Welcome, Christy! Describe your writing in three words.

Action- adventure (does that count as one or two??), suspense and romance

How many books have you written?

So far, ten have been published. I’m presently working on two more: a post-apocolyptic action-adventure and the next in the Bodyguard series, The Bodyguard and Bridezilla.

Give a short synop of your most recently published book.

That would be Whistling Woman, the Southern/Appalachian faction (part fact, part fiction) I co-wrote with my sister Cyndi Hodges aka Caitlyn Hunter.

In the waning years of the 19th century, Bessie Daniels grows up in the small town of Hot Springs in western North Carolina. Secure in the love of her father, resistant to her mother’s desire that she be a proper Southern belle, Bessie is determined to forge her own way in life. Or, as her Cherokee great-grandmother Elisi puts it, to be a whistling woman. Do your characters take on a life of their own? If so, which is your favorite?

Whistling Woman is based on actual persons and centers around Bessie Daniels, my great-aunt who grew up in Hot Springs, NC during the late 1800s. Bessie was a psychic, healer and strong, independent woman who I think was born 100 years before her time. Although I only knew her as a small child, researching this book and listening to stories from my dad about Bessie and her family and the mountain people surrounding them helped my sister Cyndi and me to see her in a different light. Although we wove fictional characters around her, Bessie was clear to us from the start, as was the rest of her family. Cyndi and I felt we at times channeled her while writing, as it seemed she simply stepped into our minds and took over. Although we both have different voices, now when we read the book, we have trouble remembering who wrote what. Proof positive that Aunt Bessie was with us!

My favorite character is her papa, John Daniels, constable of Hot Springs. He was a man who loved his family and wanted the best for them although at times he and Bessie didn’t see eye-to-eye about these issues, especially when it came to Bessie’s choice of the man she wanted to marry.

Is it available in print and digital formats?

Yes, it’s available in all ebook formats, as a print hardback and paperback. It can be purchased online or at any brick-and-mortar store. If it’s not on the shelf, it will be in the store’s system for ordering.

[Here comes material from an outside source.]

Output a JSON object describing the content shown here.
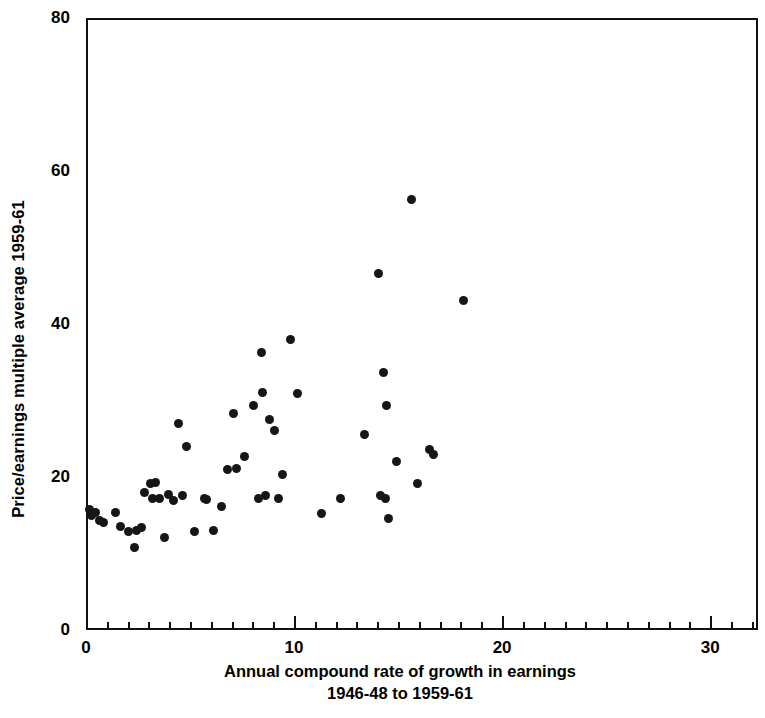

What challenges did you face while writing this book?

I think the greatest challenge dealt with vernacular, making sure words spoken during that time were correct. We use a lot more slang today than during the late 19th and early 20th centuries. Also, Cyndi and I researched this book for 3 years, as we wanted the historical and regional facts to be correct. For this, we utilized many books and spent quite a few hours in the Marshall and Hot Springs Libraries and at the Courthouse in Marshall, NC. We feature a Cherokee figure (Bessie’s great-grandmother) and, through her, relay much information about the Cherokee culture, legends and medicine. That took extensive research. We also introduced a Melungeon character and this research was perhaps the most frustrating because they are a people unsure of their heritage although I read recently that DNA has provided that answer. But the way they were ostracized and poorly treated was quite interesting, although sad, and we wanted to emphasize that through this character.

What do you think is the greatest lesson you’ve learned about writing so far? What advice can you give other writers?

Don’t self-sabotage. This is something I do regularly and I have to force myself to stop. Above all, don’t give up. I know too many talented authors who have done so and it’s sad. Keep learning, keep moving ahead, keep pushing yourself forward. It’s worth the journey.

Where can folks learn more about your books and events?

Thorugh my website: http://christytilleryfrench.com. I also have an author’s site at AuthorsDen: http://authorsden.com/christytilleryfrench    

Thanks for the interview, Susan, and allowing me to share information about Whistling Woman and my books.

My pleasure, Christy. I hope to see you again soon.